Posted September 21, 2020
By Rebekah Friedman, communications manager, rebekahb@mailbox.sc.edu, 803-576-7270
From leading boards to mentoring students, School of Journalism and Mass Communications instructor Kelly Davis has long been a formidable force in the public relations profession. Now, her efforts have earned her one of the profession’s highest honors — acceptance into the Public Relations Society of America’s College of Fellows.
Founded in 1989, the College of Fellows recognizes PRSA members who have advanced the profession and made a measurable impact in their communities. To be admitted, applicants must have 20 years of experience, explain 20 accomplishments, provide 20 references and six letters of support, and pass a rigorous, peer-reviewed vetting process. Fewer than two percent of PRSA members earn the designation. Davis is one of just 15 nationwide to be admitted into this year’s class and only the sixth from PRSA’s South Carolina chapter.

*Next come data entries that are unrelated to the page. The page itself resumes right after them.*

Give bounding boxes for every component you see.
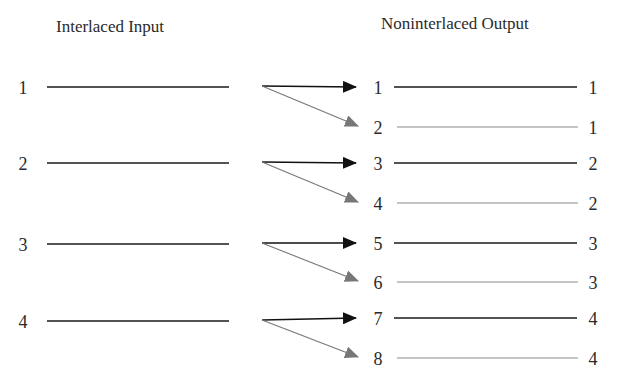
output-source-label: 3 bbox=[589, 274, 598, 292]
output-row-label: 5 bbox=[374, 235, 383, 253]
secondary-arrow bbox=[262, 320, 358, 357]
input-lines bbox=[47, 87, 229, 321]
primary-arrow bbox=[262, 318, 356, 320]
interlace-diagram bbox=[0, 0, 620, 384]
arrows bbox=[262, 86, 358, 357]
output-row-label: 4 bbox=[374, 195, 383, 213]
output-row-label: 2 bbox=[374, 119, 383, 137]
input-row-label: 1 bbox=[19, 79, 28, 97]
output-source-label: 4 bbox=[589, 350, 598, 368]
output-row-label: 7 bbox=[374, 310, 383, 328]
input-row-label: 4 bbox=[19, 313, 28, 331]
output-row-label: 3 bbox=[374, 155, 383, 173]
input-row-label: 2 bbox=[19, 155, 28, 173]
output-source-label: 1 bbox=[589, 119, 598, 137]
output-source-label: 3 bbox=[589, 235, 598, 253]
output-source-label: 2 bbox=[589, 155, 598, 173]
secondary-arrow bbox=[262, 243, 358, 281]
secondary-arrow bbox=[262, 162, 358, 202]
output-row-label: 6 bbox=[374, 274, 383, 292]
output-source-label: 1 bbox=[589, 79, 598, 97]
output-lines bbox=[394, 87, 578, 358]
output-source-label: 4 bbox=[589, 310, 598, 328]
secondary-arrow bbox=[262, 86, 358, 126]
input-row-label: 3 bbox=[19, 236, 28, 254]
primary-arrow bbox=[262, 162, 356, 163]
output-source-label: 2 bbox=[589, 195, 598, 213]
output-row-label: 1 bbox=[374, 79, 383, 97]
output-row-label: 8 bbox=[374, 350, 383, 368]
primary-arrow bbox=[262, 86, 356, 87]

“We actually went a very long time without having any fellows, and now in the past seven years we’ve inducted four people from South Carolina, who are all women,” she says. “It’s just an incredible honor to be able to join this group of people.”
Davis is a 1998 MMC graduate and was named one the school’s Distinguished Alumni in 2015.
She joined the school’s faculty in 2017, bringing with her a spectrum of experience spanning the agency, corporate, nonprofit and government sectors.
“It felt like such a natural transition when I was able to join the faculty to continue doing that work,” she says. “I am still and will always be an alum, and I’m really proud to be a part of that network. It’s great to have a foot on each side of that fence and to have a network of professionals that I can tap into as guest speakers, mentors or working directly with our classes in a client capacity.”
A two-time SCPRSA president and PRSA National board member, she’s advised the university’s PRSSA student chapter and earned dozens of awards over the course of her career, notably four Best in Shows and a 2007 W. Thomas Duke Distinguished Public Relations Practitioner of the Year Award, both from SCPRSA.
Other highlights from Davis’ career include advancing tobacco control policy in South Carolina through the 2010 passage of the cigarette tax increase and managing the public relations and community outreach for Richland County School District Two’s $306 million bond referendum in 2008.
“She is just the consummate public relations professional and always has been to me,” says Amy Coward, a 1987 SJMC alumna who was inducted into the College of Fellows in 2014. “She has had such great experience as an independent practitioner, in the agency setting and in different non-profit organizations where she had true impact on the cause that she was working on. And then to add to that as the cherry on top, she’s done so much for the future of the profession.”
Those contributions to the profession go beyond teaching. From 2015-2017, Davis served on the College of Information and Communications’ Alumni Society. As a member and eventual chair, she helped grow the college’s student mentoring program by opening participation to non-alumni and recruiting more graduates from the library and information science field.
“Because I was so involved in PRSA, I naturally had a relationship with the PRSSA chapter and knew a lot of students, mentored them, had interns from USC, just got to know so many more people involved in the program through that,” she says. “So, when the opportunity arose a number of years ago to get involved in the Alumni Society I was so excited to have that opportunity to contribute in a different way.”
Due to COVID-19, Davis will be honored in a virtual celebration on Oct. 25. She and the other 2020 members will be formally inducted next year.